Memo to Obama: How to build a bold management agenda

In his second term, the president should continue improving the management of government resources, including IT, by adhering to three basic principles, writes Julie Anderson.

Julie Anderson

In an era of divided government, one thing everyone can agree on is that the government should operate more effectively and efficiently. President Barack Obama has an opportunity to build on his first-term successes and continue improving the management of government resources, of which IT is a significant portion.

In his first four years as president, Obama made progress in streamlining government operations and improving

performance through the multipronged Accountable Government Initiative, which benefits taxpayers and government employees. In particular, the Obama administration made great strides in moving IT applications to cloud-based technologies, consolidating duplicative programs, and reviewing federal contracts to identify fraud, waste and overpayments. Although those activities have saved money, the practices might not continue beyond the next four years without further action.

As administration officials continue honing their management of government and IT investment agendas for the next four years, they would benefit from refining various initiatives and activities to delineate a coordinated, strategic approach to institutionalize lasting change.

 More specifically, administration leaders should consider the following three principles to guide their decisions about management priorities, policies and resource allocation.

1. Prepare the government to transition to a new operating model. An integrated model that reflects the interdependent management functions of strategy, budget, finance, IT, acquisition and human capital will enable higher performance of the mission-oriented work of a department. The strategic management process should consist of five repeatable steps: develop a strategy, formulate a budget, plan and execute activities, measure results, and apply data to making decisions about future activities.

2. Define the government’s fundamental decision rules and risk profiles before introducing the latest technology. For example, how does the risk profile for data use at the Interior Department differ from that of the Education Department? An agency should turn to implementing tactical changes, such as connecting employees’ mobile devices to agency networks, only after it determines what is and is not acceptable to its core mission.

The benefits of investing in enhanced operations for government organizations far outweigh the time and effort required of all stakeholders.

3. Improve performance management by measuring outcomes and reducing reporting requirements. It is common for organizations to fall into the trap of measuring the amount of effort put into specific activities, which means they are measuring outputs rather than true outcomes. The Office of Management and Budget and other agencies have made some progress in reorienting performance management to be outcome-oriented. But more work remains to be done.

In addition, reducing the overall number of measures collected and reported will help focus limited resources on the activities of highest value. In other words, if everything is a priority, nothing is a priority. OMB’s High Priority Performance Goals have helped agencies identify a top tier of measurements to focus on, but ongoing efforts should also include removing unused or unnecessary measures.

Measuring and reporting the highest-priority, most meaningful outcomes will produce data that can be used to inform decision-making at senior levels of government, which will ultimately improve performance.

Building on those three principles will require leadership, innovative ideas, significant energy and the willingness to take calculated risks in a relatively risk-averse political system. But the benefits of investing in enhanced operations for government organizations far outweigh the time and effort required of all stakeholders. Only when strategic frameworks and repeatable processes are implemented and institutionalized will management improvements be sustained far beyond the 44th president’s tenure.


— PROBLEM TO SOLVE —
With the pictures left out, please write out exactly each line from the one containing "Detect and localize" through the end of the material.
--- GIVEN ENTRIES Enclosed Below ---
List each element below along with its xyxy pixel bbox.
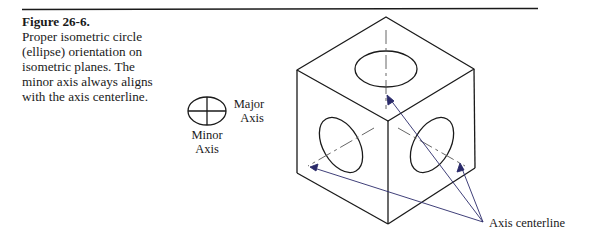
minor-axis-label: Minor Axis [186, 128, 228, 156]
header-rule [22, 9, 538, 10]
figure-number: Figure 26-6. [22, 14, 162, 29]
figure-caption: Figure 26-6. Proper isometric circle (el… [22, 14, 162, 104]
legend-ellipse [188, 97, 226, 125]
figure-caption-text: Proper isometric circle (ellipse) orient… [22, 29, 162, 104]
major-axis-label: Major Axis [229, 97, 269, 125]
right-face-ellipse [401, 110, 462, 180]
axis-centerline-label: Axis centerline [489, 216, 565, 230]
cube-ellipses [310, 51, 462, 180]
leader-lines [310, 95, 483, 222]
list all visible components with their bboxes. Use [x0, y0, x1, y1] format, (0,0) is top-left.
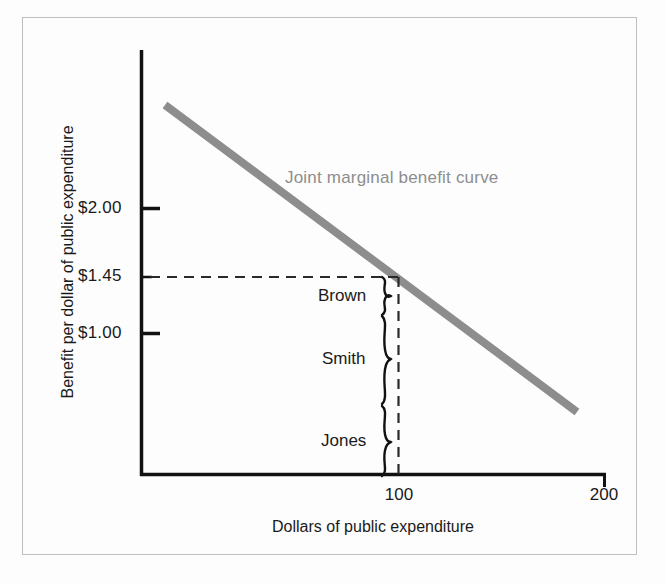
brace-label-smith: Smith — [322, 349, 365, 369]
brace-jones — [382, 406, 391, 476]
y-tick-label-200: $2.00 — [78, 198, 122, 218]
y-axis-title: Benefit per dollar of public expenditure — [59, 125, 77, 398]
brace-brown — [382, 277, 391, 315]
joint-marginal-benefit-curve — [165, 105, 577, 412]
curve-annotation-label: Joint marginal benefit curve — [285, 168, 499, 188]
y-tick-label-100: $1.00 — [78, 323, 122, 343]
x-tick-label-200: 200 — [590, 485, 618, 505]
x-tick-label-100: 100 — [385, 485, 413, 505]
x-axis-title: Dollars of public expenditure — [272, 518, 474, 536]
brace-smith — [382, 316, 391, 404]
chart-figure: $2.00 $1.45 $1.00 100 200 Benefit per do… — [0, 0, 666, 583]
brace-label-jones: Jones — [321, 431, 366, 451]
brace-label-brown: Brown — [318, 286, 366, 306]
y-tick-label-145: $1.45 — [78, 266, 122, 286]
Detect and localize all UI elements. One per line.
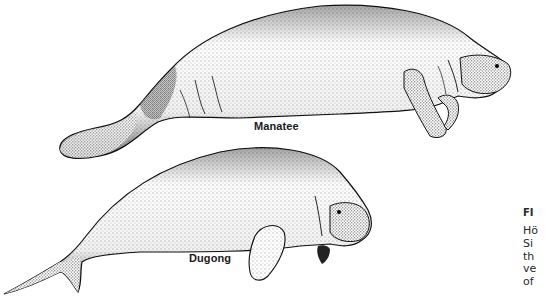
- document-page: Manatee Dugong FI Hö Si th ve of: [0, 0, 552, 302]
- manatee-label: Manatee: [254, 120, 299, 132]
- caption-title: FI: [523, 207, 552, 219]
- dugong-drawing: [4, 148, 371, 294]
- manatee-drawing: [60, 5, 511, 158]
- figure-caption: FI Hö Si th ve of: [523, 207, 552, 289]
- dugong-label: Dugong: [189, 252, 231, 264]
- caption-line: Hö: [523, 225, 552, 238]
- caption-line: of: [523, 276, 552, 289]
- caption-line: Si: [523, 238, 552, 251]
- sirenian-illustration: [0, 0, 552, 302]
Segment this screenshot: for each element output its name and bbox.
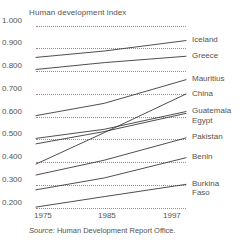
--- End of Enclosed GIVEN ENTRIES ---
— WRITTEN SOLUTION —
Detect and localize all UI elements. One per line.
- document-page: Manatee Dugong FI Hö Si th ve of: [0, 0, 552, 302]
- manatee-label: Manatee: [254, 120, 299, 132]
- caption-title: FI: [523, 207, 552, 219]
- dugong-drawing: [4, 148, 371, 294]
- manatee-drawing: [60, 5, 511, 158]
- figure-caption: FI Hö Si th ve of: [523, 207, 552, 289]
- dugong-label: Dugong: [189, 252, 231, 264]
- caption-line: Hö: [523, 225, 552, 238]
- caption-line: of: [523, 276, 552, 289]
- caption-line: Si: [523, 238, 552, 251]
- sirenian-illustration: [0, 0, 552, 302]
Segment this screenshot: for each element output its name and bbox.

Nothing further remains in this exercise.